The deaths in China of more than 1,000 migratory birds from the flu strain H5N1 has left experts struggling to square the outbreak with their knowledge of the virus. At the same time, rumours are beginning to circulate that humans in the region have also fallen victim to the disease — although official sources have so far denied this.

The H5N1 strain has killed at least 53 people in Asia since late 2003, and is seen as one of the prime candidates for sparking a human pandemic. Migratory birds can act as carriers of flu, but their role in spreading highly dangerous strains such as H5N1 remains a matter for debate.

Until the latest outbreak, only a handful of migratory birds were known to have died from H5N1. This led some experts to suggest that the migrants are asymptomatic carriers of the virus, causing the occasional outbreak among poultry populations along their migration routes.
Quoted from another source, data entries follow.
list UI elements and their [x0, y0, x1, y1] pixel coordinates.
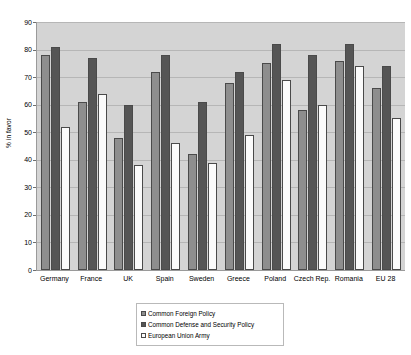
bar-chart: % in favor 0102030405060708090 GermanyFr… — [0, 0, 411, 355]
bar — [382, 66, 391, 270]
bar — [61, 127, 70, 270]
legend-swatch-icon — [141, 311, 146, 316]
y-axis-tick-label: 20 — [6, 211, 32, 218]
bar — [208, 163, 217, 270]
y-axis-tick-mark — [33, 105, 36, 106]
bar — [372, 88, 381, 270]
bar — [51, 47, 60, 270]
legend-swatch-icon — [141, 322, 146, 327]
bar — [392, 118, 401, 270]
y-axis-tick-mark — [33, 132, 36, 133]
y-axis-tick-label: 10 — [6, 239, 32, 246]
x-axis-category-label: EU 28 — [367, 274, 404, 283]
bar — [151, 72, 160, 270]
y-axis-tick-mark — [33, 50, 36, 51]
y-axis-tick-label: 0 — [6, 267, 32, 274]
x-axis-category-label: Poland — [257, 274, 294, 283]
bar — [171, 143, 180, 270]
bar — [272, 44, 281, 270]
bar-group — [258, 22, 295, 270]
bar — [78, 102, 87, 270]
bar — [225, 83, 234, 270]
x-axis-category-label: Germany — [36, 274, 73, 283]
bar — [188, 154, 197, 270]
legend: Common Foreign Policy Common Defense and… — [136, 303, 284, 346]
bar — [41, 55, 50, 270]
y-axis-tick-label: 30 — [6, 184, 32, 191]
legend-label: European Union Army — [148, 332, 210, 339]
x-axis-category-label: France — [73, 274, 110, 283]
bar — [245, 135, 254, 270]
bar-group — [368, 22, 405, 270]
bar-group — [74, 22, 111, 270]
bar-group — [111, 22, 148, 270]
bar — [98, 94, 107, 270]
legend-item-common-defense-and-security-policy: Common Defense and Security Policy — [141, 319, 278, 330]
legend-item-european-union-army: European Union Army — [141, 330, 278, 341]
y-axis-tick-mark — [33, 187, 36, 188]
y-axis-tick-label: 50 — [6, 129, 32, 136]
x-axis-category-labels: GermanyFranceUKSpainSwedenGreecePolandCz… — [36, 274, 404, 286]
bar — [308, 55, 317, 270]
y-axis-tick-label: 80 — [6, 46, 32, 53]
bar-group — [331, 22, 368, 270]
bar-group — [184, 22, 221, 270]
bar-group — [295, 22, 332, 270]
y-axis-tick-label: 60 — [6, 101, 32, 108]
bar-group — [147, 22, 184, 270]
bar — [198, 102, 207, 270]
x-axis-category-label: Romania — [330, 274, 367, 283]
bar — [134, 165, 143, 270]
bar — [298, 110, 307, 270]
bar — [282, 80, 291, 270]
bar — [235, 72, 244, 270]
bar — [318, 105, 327, 270]
bar — [262, 63, 271, 270]
bar — [345, 44, 354, 270]
bar — [88, 58, 97, 270]
x-axis-category-label: Greece — [220, 274, 257, 283]
y-axis-tick-mark — [33, 160, 36, 161]
y-axis-tick-mark — [33, 270, 36, 271]
x-axis-category-label: Spain — [146, 274, 183, 283]
x-axis-category-label: UK — [110, 274, 147, 283]
y-axis-tick-label: 40 — [6, 156, 32, 163]
legend-swatch-icon — [141, 333, 146, 338]
bar — [114, 138, 123, 270]
x-axis-category-label: Sweden — [183, 274, 220, 283]
bar-group — [37, 22, 74, 270]
legend-label: Common Foreign Policy — [148, 310, 215, 317]
plot-area — [36, 22, 405, 271]
bar — [124, 105, 133, 270]
bar — [355, 66, 364, 270]
bar-groups — [37, 22, 405, 270]
bar — [161, 55, 170, 270]
y-axis-tick-mark — [33, 77, 36, 78]
legend-item-common-foreign-policy: Common Foreign Policy — [141, 308, 278, 319]
y-axis-tick-mark — [33, 242, 36, 243]
bar-group — [221, 22, 258, 270]
x-axis-category-label: Czech Rep. — [294, 274, 331, 283]
y-axis-tick-mark — [33, 22, 36, 23]
y-axis-tick-label: 90 — [6, 19, 32, 26]
bar — [335, 61, 344, 270]
y-axis-tick-mark — [33, 215, 36, 216]
legend-label: Common Defense and Security Policy — [148, 321, 254, 328]
y-axis-tick-label: 70 — [6, 74, 32, 81]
Others believed that the small number of deaths among migrants were simply the result of wild birds picking up the infection from local ducks or chickens.

But the revelation on 21 May that at least 500 wild birds across five different species had died from the virus has dramatically altered the situation. With H5N1 now seeming to be highly infectious and lethal among the migrants, experts fear that the virus's genes may have mutated or reassorted.

To find out, the World Health Organization (WHO) is pressuring China to release samples for sequencing and analysis. “This is an exceptional case,” says Maria Cheng, the WHO's spokeswoman in Beijing. “We want to see the virus as soon as we can.”

China had not reported any cases of H5N1 in people or birds since a previous poultry outbreak ended in June 2004. But several Internet sites including ProMED-mail, an online database of health-related news, are now reporting that people are dying as a result of the latest outbreak (see ‘China rejects Internet claims of human cases’). Some sources are claiming there have been up to 120 fatalities.